NO RESERVATIONS Images

Kate (Catherine Zeta-Jones) adalah seorang koki handal. Akan tetapi ia terlalu terobsesi dengan pekerjaannya sehingga sang bos yang merasa kasihan karena menganggap Kate tidak mempunyai kehidupan lain ingin mengirimnya ke seorang psikiater. Rencana si bos tidak berhasil mulus hingga pada suatu ketika, bosnya mempekerjakan seorang koki baru, Nick (Aaron Eckhart) untuk memperbantukan Kate di dapur. Tapi Kate yang merasa kedudukannya terancam tidak menyukai hal ini. Di saat yang bersamaan, kakaknya mengalami kecelakaan yang parah sehingga anak perempuannya (Abigail Breslin) harus tinggal bersama Kate.

A top notch female chef’s life is turned upside-down when she must care of her niece after her sister is killed. She now has to adapt to a different lifestyle and uses food as a means to express her roller-coaster life.


Directed by: Scott Hicks
Actor: Aaron Eckhart
Actress: Catherine Zeta-Jones
No Reservations


Amidst the action-adventure blockbusters and schlocky teen horror of summer, we always get, for better or worse, the requisite Hollywood warm-weather date movie. No Reservations may live up to its ancestry, and while that isn't saying a whole lot, it's still a relatively sweet, if predictable and overly slick, romance.
Catherine Zeta-Jones plays Kate, a control-freak chef so tightly wound it's a wonder she doesn't pop in the steam of her kitchen. Despite her position as reigning queen of the Manhattan foodie set, her killer West Village apartment, and the fact that she looks like Catherine Zeta-Jones, Kate is a sad sack; she does not really exist outside of her job and her employer-ordered therapy (Kate also has a temper, see, when anyone, customers included, question her perfection).
Charming romantic comedy conventions intervene for Kate, however, when her sister dies suddenly, leaving Kate to care for her wide-eyed, mini-bohemian 10-year-old niece Zoe (Abigail Breslin) at the same time that a larger-than-life sous chef, who impossibly seems to be able to cook well and enjoy life, gets a job in Kate's kitchen. Nick (Aaron Eckhart, doing what almost seems to be a Gerard Depardieu impression for some unknown, albeit charming, reason) pushes all of Kate's buttons and instantly hits it off with Zoe, and thus begins Kate's transition from uptight headcase to romantic comedy lead.
There is clearly nothing here to tax any acting muscles, and while Eckhart, for one, has proven himself capable of more, he still plays the sweetly endearing Mr. Perfect with visible ease. Zeta-Jones is looking a bit tired here, but is still just fine as a very sad and restrained woman. It's nice to have a strong support cast, too, even if their talents are all completely unnecessary. Folks like Patricia Clarkson and Bob Balaban, as the restaurant owner and psychiatrist, respectively, really have no reason to be here save the paycheck, but they are welcome nonetheless.
For all the times that No Reservations is utterly conventional and predictable, it is kind enough to sidestep the contrived complications that often litter the genre -- Zoe is a little girl in mourning, but she isn't acting like a devil child out to destroy Aunt Kate. (Plus, it helps that Breslin is the most adorable, realistic child actor out there. She would take Dakota Fanning in an act-off cage match any day.) Even the cookie cutter romance isn't plagued by wacky, trite misunderstandings to veer it off course.
This is not to say the movie doesn't take advantage of convenient plot devices -- a controlling star chef working at a restaurant with a hands-on and bossy owner all up in her business defies logic. And while there are numerous problems a single woman working an executive chef's hours in Manhattan would face by suddenly becoming a parent to a tween girl, finding adequate, accommodating childcare when she has the money to shell out for it? Is not one of them. Perhaps it comes from changing the locale -- Reservations is based on a German comedy, Mostly Martha, and the finer points may have been more palatable in the original setting.
But even as Reservations kept in may of Martha's finer points, it's missing the inherent charm of the original. It is a sweet enough genre piece, but what prevents it from being more is a lack of wonder or magic to make it truly likeable. Even this summer's earlier foodfest Ratatouille showed more passion for the gourmet, by a cartoon rat no less, than Kate ever does -- she seems to cook out of drive, never out of true love. It's funny enough, but not particularly endearing, and it takes more than sappy montages set to music and a jaunty scene involving a bicycle built for three to build up any real feeling for the characters.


(The problem): All of the data below should be written out again exactly.

====== Data supplied ======

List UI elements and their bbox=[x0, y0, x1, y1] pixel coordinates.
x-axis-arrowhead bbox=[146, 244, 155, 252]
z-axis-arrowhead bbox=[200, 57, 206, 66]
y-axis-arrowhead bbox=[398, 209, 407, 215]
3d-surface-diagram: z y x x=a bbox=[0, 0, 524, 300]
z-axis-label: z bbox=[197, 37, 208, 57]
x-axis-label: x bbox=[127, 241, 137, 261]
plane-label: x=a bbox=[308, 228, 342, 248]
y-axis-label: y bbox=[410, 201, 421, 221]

======

(Task solution):
List UI elements and their bbox=[x0, y0, x1, y1] pixel coordinates.
x-axis-arrowhead bbox=[146, 244, 155, 252]
z-axis-arrowhead bbox=[200, 57, 206, 66]
y-axis-arrowhead bbox=[398, 209, 407, 215]
3d-surface-diagram: z y x x=a bbox=[0, 0, 524, 300]
z-axis-label: z bbox=[197, 37, 208, 57]
x-axis-label: x bbox=[127, 241, 137, 261]
plane-label: x=a bbox=[308, 228, 342, 248]
y-axis-label: y bbox=[410, 201, 421, 221]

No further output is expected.